More Chinese films enter the charts; Transformers 5 loses momentum.
Universal and Illumination’s Despicable Me 3 opened to a record-breaking weekend at the Chinese box office in the period of July 3-9, raking in $63.96m from its first three days.
This represented the biggest opening weekend for an animation, surpassing the record held by Kung Fu Panda 3, which is currently the second highest animation of all time in China.
Despicable Me 3 has also brought the franchise to new heights, as its opening weekend has already outgrossed the final gross of both Despicable Me 2 and Minions.
Paramount’s Transformers: The Last Knight failed to score a hat-trick at the top of the Chinese box office. After sitting atop for two weeks, it fell to second place with $21.91m. Its 17-day total of $215.56m made it the fifth highest non-Chinese film and the 11th highest overall, overtaking Jurassic World, Avengers: Age Of Ultron and Warcraft.
Transformers 5 has lost much of its momentum – edged out by Despicable Me 3 and two new Chinese films to fourth place on both Friday and Saturday before bouncing back to the third on Sunday. It will finish behind its predecessor Transformers: Age Of Extinction.
Despicable Me 3’s sensational opening drove last week’s box office upwards, by approximately 18% week-on-week. Apart from the top two positions from Hollywood, the rest of the top 10 belonged to Chinese cinema.
The House That Never Dies 2 opened solidly in third place with $20.28m from its first four days. The Chinese horror thriller scared off Transformers 5 and topped the box office on its opening day (Thursday) and remained in second spot throughout the weekend after Despicable Me 3’s opening.
Apart from the haunted house setting, the new horror sequel bears not much resemblance to its original and has a different director (Joe Chien) and cast (Julian Cheung and Gillian Chung). The original film scored almost $60m (based on current exchange rate) in 2014, a new benchmark at that time for a local horror genre.
Local sci-fi thriller Reset fell to the fourth with $10.43m for $27.59m after 11 days; ahead of local slapstick comedy The One which opened with $10.38m from its first three days. The latter, starring Lu Zhengyu (who is also the director), popular comedian Fan Wei and Taiwan actress Amber Kuo, was originally scheduled for a Chinese New Year release.
Several Chinese holdovers rounded out the top 10. Hong Kong auteur Ann Hui’s Our Time Will Come maintained in sixth place with $3.80m for $8.66m after nine days; Zhang Yang’s Tibetan pilgrimage docu-drama Paths Of The Soul continued to impress with a high per-screen average on $3.60m for $12.44m after 20 days; fantasy comedy Wished dropped from third to seventh place on $3.08m for $9.86m after 11 days; historical war drama Battle Of Xiangjiang River on $2.76m for $4.76m after 10 days; Herman Yau’s Hong Kong relationship drama 77 Heartbreaks on $2.49m for $10.22m after 17 days.
Outside the top 10, it’s worth mentioning that Indian inspirational drama Dangal had its last day in the cinemas on July 4. With almost $188m after a lengthy two months, the film currently stands as the highest grossing non-Hollywood foreign film and the 17th highest grossing film overall.
It’s set to be showtime for high-profile Chinese-language films over the summer holidays, as no Hollywood tentpoles have been dated for July and August. Coming up this week, Wu Kong, Fist & Faith and Da Hu Fa are scheduled for July 13.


**Your goal**
Copy every record exactly as it stands. Leave the pictures out.

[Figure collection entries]
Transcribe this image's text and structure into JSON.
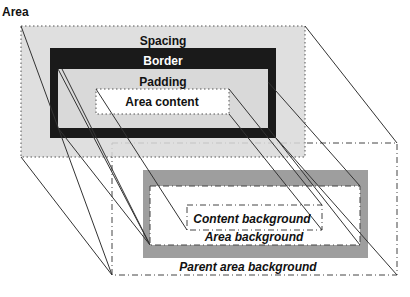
{
  "diagram": {
    "top_layer": {
      "area_label": "Area",
      "spacing_label": "Spacing",
      "border_label": "Border",
      "padding_label": "Padding",
      "content_label": "Area content"
    },
    "bottom_layer": {
      "content_background_label": "Content background",
      "area_background_label": "Area background",
      "parent_area_background_label": "Parent area background"
    },
    "colors": {
      "spacing_fill": "#d9d9d9",
      "border_fill": "#1a1a1a",
      "padding_fill": "#d9d9d9",
      "content_fill": "#ffffff",
      "gray_frame": "#9e9e9e",
      "line": "#333333"
    }
  }
}
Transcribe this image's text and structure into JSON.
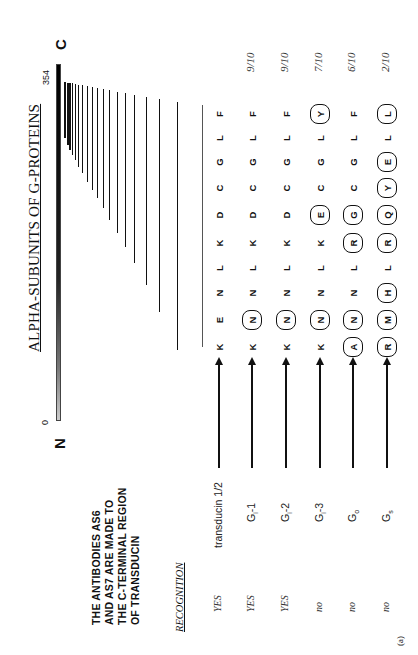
{
  "figure": {
    "title": "ALPHA-SUBUNITS OF G-PROTEINS",
    "panel_label": "(a)",
    "terminals": {
      "n": "N",
      "c": "C"
    },
    "scale": {
      "start": "0",
      "end": "354"
    },
    "note_lines": [
      "THE     ANTIBODIES     AS6",
      "AND  AS7  ARE  MADE  TO",
      "THE C-TERMINAL REGION",
      "OF TRANSDUCIN"
    ],
    "recognition_header": "RECOGNITION",
    "rows": [
      {
        "recognition": "YES",
        "protein": "transducin 1/2",
        "protein_base": "transducin 1/2",
        "protein_sub": "",
        "protein_suffix": "",
        "fraction": "",
        "residues": [
          {
            "aa": "K",
            "circled": false
          },
          {
            "aa": "E",
            "circled": false
          },
          {
            "aa": "N",
            "circled": false
          },
          {
            "aa": "L",
            "circled": false
          },
          {
            "aa": "K",
            "circled": false
          },
          {
            "aa": "D",
            "circled": false
          },
          {
            "aa": "C",
            "circled": false
          },
          {
            "aa": "G",
            "circled": false
          },
          {
            "aa": "L",
            "circled": false
          },
          {
            "aa": "F",
            "circled": false
          }
        ]
      },
      {
        "recognition": "YES",
        "protein": "Gi-1",
        "protein_base": "G",
        "protein_sub": "i",
        "protein_suffix": "-1",
        "fraction": "9/10",
        "residues": [
          {
            "aa": "K",
            "circled": false
          },
          {
            "aa": "N",
            "circled": true
          },
          {
            "aa": "N",
            "circled": false
          },
          {
            "aa": "L",
            "circled": false
          },
          {
            "aa": "K",
            "circled": false
          },
          {
            "aa": "D",
            "circled": false
          },
          {
            "aa": "C",
            "circled": false
          },
          {
            "aa": "G",
            "circled": false
          },
          {
            "aa": "L",
            "circled": false
          },
          {
            "aa": "F",
            "circled": false
          }
        ]
      },
      {
        "recognition": "YES",
        "protein": "Gi-2",
        "protein_base": "G",
        "protein_sub": "i",
        "protein_suffix": "-2",
        "fraction": "9/10",
        "residues": [
          {
            "aa": "K",
            "circled": false
          },
          {
            "aa": "N",
            "circled": true
          },
          {
            "aa": "N",
            "circled": false
          },
          {
            "aa": "L",
            "circled": false
          },
          {
            "aa": "K",
            "circled": false
          },
          {
            "aa": "D",
            "circled": false
          },
          {
            "aa": "C",
            "circled": false
          },
          {
            "aa": "G",
            "circled": false
          },
          {
            "aa": "L",
            "circled": false
          },
          {
            "aa": "F",
            "circled": false
          }
        ]
      },
      {
        "recognition": "no",
        "protein": "Gi-3",
        "protein_base": "G",
        "protein_sub": "i",
        "protein_suffix": "-3",
        "fraction": "7/10",
        "residues": [
          {
            "aa": "K",
            "circled": false
          },
          {
            "aa": "N",
            "circled": true
          },
          {
            "aa": "N",
            "circled": false
          },
          {
            "aa": "L",
            "circled": false
          },
          {
            "aa": "K",
            "circled": false
          },
          {
            "aa": "E",
            "circled": true
          },
          {
            "aa": "C",
            "circled": false
          },
          {
            "aa": "G",
            "circled": false
          },
          {
            "aa": "L",
            "circled": false
          },
          {
            "aa": "Y",
            "circled": true
          }
        ]
      },
      {
        "recognition": "no",
        "protein": "Go",
        "protein_base": "G",
        "protein_sub": "o",
        "protein_suffix": "",
        "fraction": "6/10",
        "residues": [
          {
            "aa": "A",
            "circled": true
          },
          {
            "aa": "N",
            "circled": true
          },
          {
            "aa": "N",
            "circled": false
          },
          {
            "aa": "L",
            "circled": false
          },
          {
            "aa": "R",
            "circled": true
          },
          {
            "aa": "G",
            "circled": true
          },
          {
            "aa": "C",
            "circled": false
          },
          {
            "aa": "G",
            "circled": false
          },
          {
            "aa": "L",
            "circled": false
          },
          {
            "aa": "F",
            "circled": false
          }
        ]
      },
      {
        "recognition": "no",
        "protein": "Gs",
        "protein_base": "G",
        "protein_sub": "s",
        "protein_suffix": "",
        "fraction": "2/10",
        "residues": [
          {
            "aa": "R",
            "circled": true
          },
          {
            "aa": "M",
            "circled": true
          },
          {
            "aa": "H",
            "circled": true
          },
          {
            "aa": "L",
            "circled": false
          },
          {
            "aa": "R",
            "circled": true
          },
          {
            "aa": "Q",
            "circled": true
          },
          {
            "aa": "Y",
            "circled": true
          },
          {
            "aa": "E",
            "circled": true
          },
          {
            "aa": "L",
            "circled": false
          },
          {
            "aa": "L",
            "circled": true
          }
        ]
      }
    ]
  }
}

**Output for this exercise**
Transcribe this image's text and structure into JSON.
{
  "diagram": {
    "top_layer": {
      "area_label": "Area",
      "spacing_label": "Spacing",
      "border_label": "Border",
      "padding_label": "Padding",
      "content_label": "Area content"
    },
    "bottom_layer": {
      "content_background_label": "Content background",
      "area_background_label": "Area background",
      "parent_area_background_label": "Parent area background"
    },
    "colors": {
      "spacing_fill": "#d9d9d9",
      "border_fill": "#1a1a1a",
      "padding_fill": "#d9d9d9",
      "content_fill": "#ffffff",
      "gray_frame": "#9e9e9e",
      "line": "#333333"
    }
  }
}
Transcribe this image's text and structure into JSON.
{
  "figure": {
    "title": "ALPHA-SUBUNITS OF G-PROTEINS",
    "panel_label": "(a)",
    "terminals": {
      "n": "N",
      "c": "C"
    },
    "scale": {
      "start": "0",
      "end": "354"
    },
    "note_lines": [
      "THE     ANTIBODIES     AS6",
      "AND  AS7  ARE  MADE  TO",
      "THE C-TERMINAL REGION",
      "OF TRANSDUCIN"
    ],
    "recognition_header": "RECOGNITION",
    "rows": [
      {
        "recognition": "YES",
        "protein": "transducin 1/2",
        "protein_base": "transducin 1/2",
        "protein_sub": "",
        "protein_suffix": "",
        "fraction": "",
        "residues": [
          {
            "aa": "K",
            "circled": false
          },
          {
            "aa": "E",
            "circled": false
          },
          {
            "aa": "N",
            "circled": false
          },
          {
            "aa": "L",
            "circled": false
          },
          {
            "aa": "K",
            "circled": false
          },
          {
            "aa": "D",
            "circled": false
          },
          {
            "aa": "C",
            "circled": false
          },
          {
            "aa": "G",
            "circled": false
          },
          {
            "aa": "L",
            "circled": false
          },
          {
            "aa": "F",
            "circled": false
          }
        ]
      },
      {
        "recognition": "YES",
        "protein": "Gi-1",
        "protein_base": "G",
        "protein_sub": "i",
        "protein_suffix": "-1",
        "fraction": "9/10",
        "residues": [
          {
            "aa": "K",
            "circled": false
          },
          {
            "aa": "N",
            "circled": true
          },
          {
            "aa": "N",
            "circled": false
          },
          {
            "aa": "L",
            "circled": false
          },
          {
            "aa": "K",
            "circled": false
          },
          {
            "aa": "D",
            "circled": false
          },
          {
            "aa": "C",
            "circled": false
          },
          {
            "aa": "G",
            "circled": false
          },
          {
            "aa": "L",
            "circled": false
          },
          {
            "aa": "F",
            "circled": false
          }
        ]
      },
      {
        "recognition": "YES",
        "protein": "Gi-2",
        "protein_base": "G",
        "protein_sub": "i",
        "protein_suffix": "-2",
        "fraction": "9/10",
        "residues": [
          {
            "aa": "K",
            "circled": false
          },
          {
            "aa": "N",
            "circled": true
          },
          {
            "aa": "N",
            "circled": false
          },
          {
            "aa": "L",
            "circled": false
          },
          {
            "aa": "K",
            "circled": false
          },
          {
            "aa": "D",
            "circled": false
          },
          {
            "aa": "C",
            "circled": false
          },
          {
            "aa": "G",
            "circled": false
          },
          {
            "aa": "L",
            "circled": false
          },
          {
            "aa": "F",
            "circled": false
          }
        ]
      },
      {
        "recognition": "no",
        "protein": "Gi-3",
        "protein_base": "G",
        "protein_sub": "i",
        "protein_suffix": "-3",
        "fraction": "7/10",
        "residues": [
          {
            "aa": "K",
            "circled": false
          },
          {
            "aa": "N",
            "circled": true
          },
          {
            "aa": "N",
            "circled": false
          },
          {
            "aa": "L",
            "circled": false
          },
          {
            "aa": "K",
            "circled": false
          },
          {
            "aa": "E",
            "circled": true
          },
          {
            "aa": "C",
            "circled": false
          },
          {
            "aa": "G",
            "circled": false
          },
          {
            "aa": "L",
            "circled": false
          },
          {
            "aa": "Y",
            "circled": true
          }
        ]
      },
      {
        "recognition": "no",
        "protein": "Go",
        "protein_base": "G",
        "protein_sub": "o",
        "protein_suffix": "",
        "fraction": "6/10",
        "residues": [
          {
            "aa": "A",
            "circled": true
          },
          {
            "aa": "N",
            "circled": true
          },
          {
            "aa": "N",
            "circled": false
          },
          {
            "aa": "L",
            "circled": false
          },
          {
            "aa": "R",
            "circled": true
          },
          {
            "aa": "G",
            "circled": true
          },
          {
            "aa": "C",
            "circled": false
          },
          {
            "aa": "G",
            "circled": false
          },
          {
            "aa": "L",
            "circled": false
          },
          {
            "aa": "F",
            "circled": false
          }
        ]
      },
      {
        "recognition": "no",
        "protein": "Gs",
        "protein_base": "G",
        "protein_sub": "s",
        "protein_suffix": "",
        "fraction": "2/10",
        "residues": [
          {
            "aa": "R",
            "circled": true
          },
          {
            "aa": "M",
            "circled": true
          },
          {
            "aa": "H",
            "circled": true
          },
          {
            "aa": "L",
            "circled": false
          },
          {
            "aa": "R",
            "circled": true
          },
          {
            "aa": "Q",
            "circled": true
          },
          {
            "aa": "Y",
            "circled": true
          },
          {
            "aa": "E",
            "circled": true
          },
          {
            "aa": "L",
            "circled": false
          },
          {
            "aa": "L",
            "circled": true
          }
        ]
      }
    ]
  }
}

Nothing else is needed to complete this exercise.